Wall St fears a new fund debacle

Fear and loathing is reaching fever point on Wall Street as financial
markets struggle through the mess created by greedy hedge funds and
the securities firms that funded them.

The killer hedge-hogs and their lenders are as popular as great white
sharks at a surf carnival after sparking a fortnight of turmoil and
volatility in bond, currency, equity and derivative markets that warped fundamentals and slaughtered sentiment.

Even the non-gambling, unleveraged hedge fund managers and their
slightly less conservative brethren are torn between castigating the
arrogance, avarice and unfettered leverage of their high-rolling
counterparts and pretending that they themselves are really plumbers
or actuaries.

smh.com.au

The gentleman has a ceratin way with words. <g>



To: Tom who wrote (2422)10/12/1998 1:51:00 PM
From: Bosco  Read Replies (1) | Respond to of 2951
 
G'day all - dear Tom, thanks for sharing with us John Crudele's [is this a pen name, I mean, gosh, with a name like this, NYP certainly deserves its place among its peers <vbg>] article from New York Post.

Well, there we have it, Kenny Starr's production and HK financial health can be spoken in the same breath!

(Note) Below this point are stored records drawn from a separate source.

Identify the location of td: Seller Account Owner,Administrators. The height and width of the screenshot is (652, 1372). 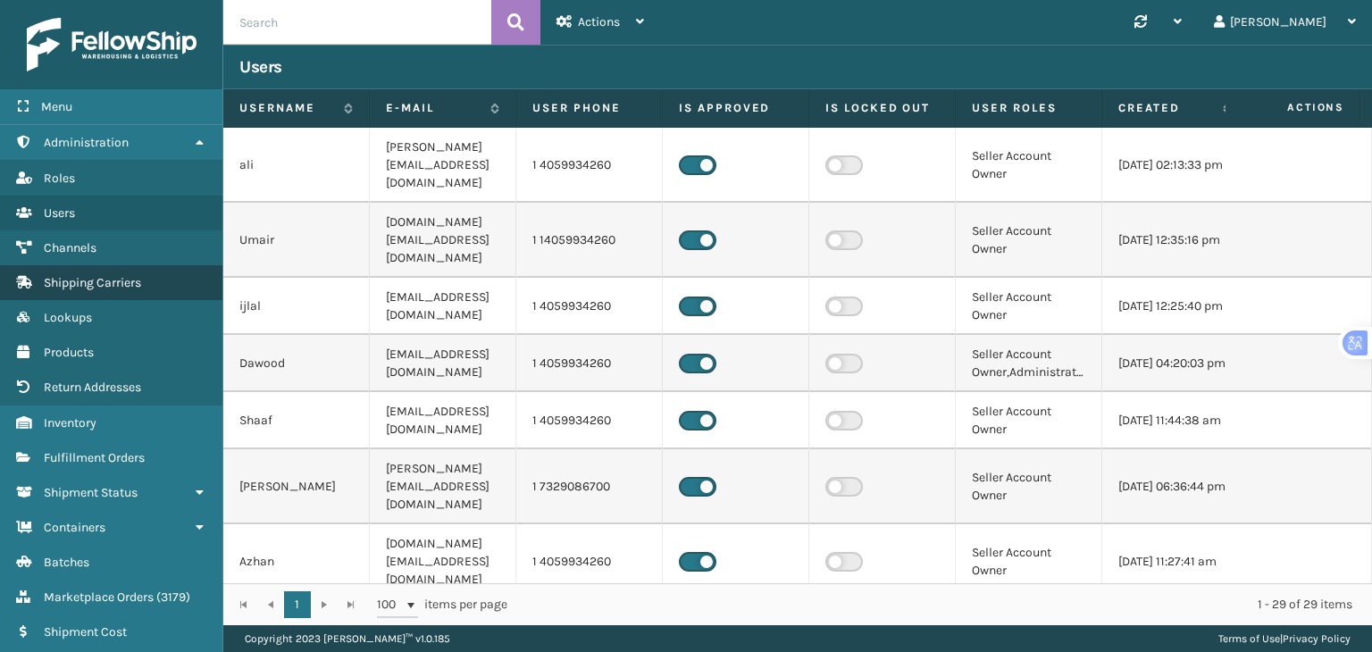
(1029, 363).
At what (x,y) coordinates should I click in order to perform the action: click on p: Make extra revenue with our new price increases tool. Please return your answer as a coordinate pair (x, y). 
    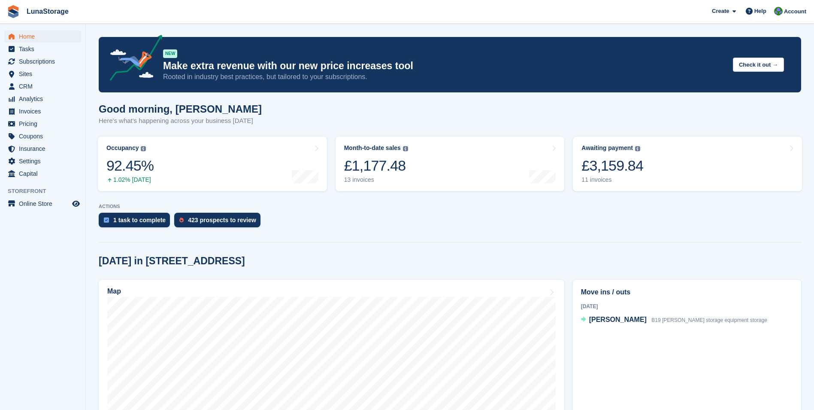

Speaking of rigging the market, sure, SEC is doing it. Think of those side car triggers and all! The point is that between 2 extremes there is a great middle. Writers like to dramatize the all or nothing scenario; however, common sense has told us [see, no technical jargon <G>] that HKMA action, while out of the ordinary, is a lot more free market driven [it bought the stocks, index and future contracts on open market, did it not?] when compared to the Malaysia's isolationist policy. On PBS News Hour last Fri, two commentators mentioned about the action of Argentina and Columbia who have tried to control the fund flow before this sort of hair-today-gone-tomorrow money wreck havoc to their respective economies [sorry, can't find it online.]

So, in the end, while QF and Tiger complained bitterly about HKMA, the latter would be seen as plain stupid not to defend itself.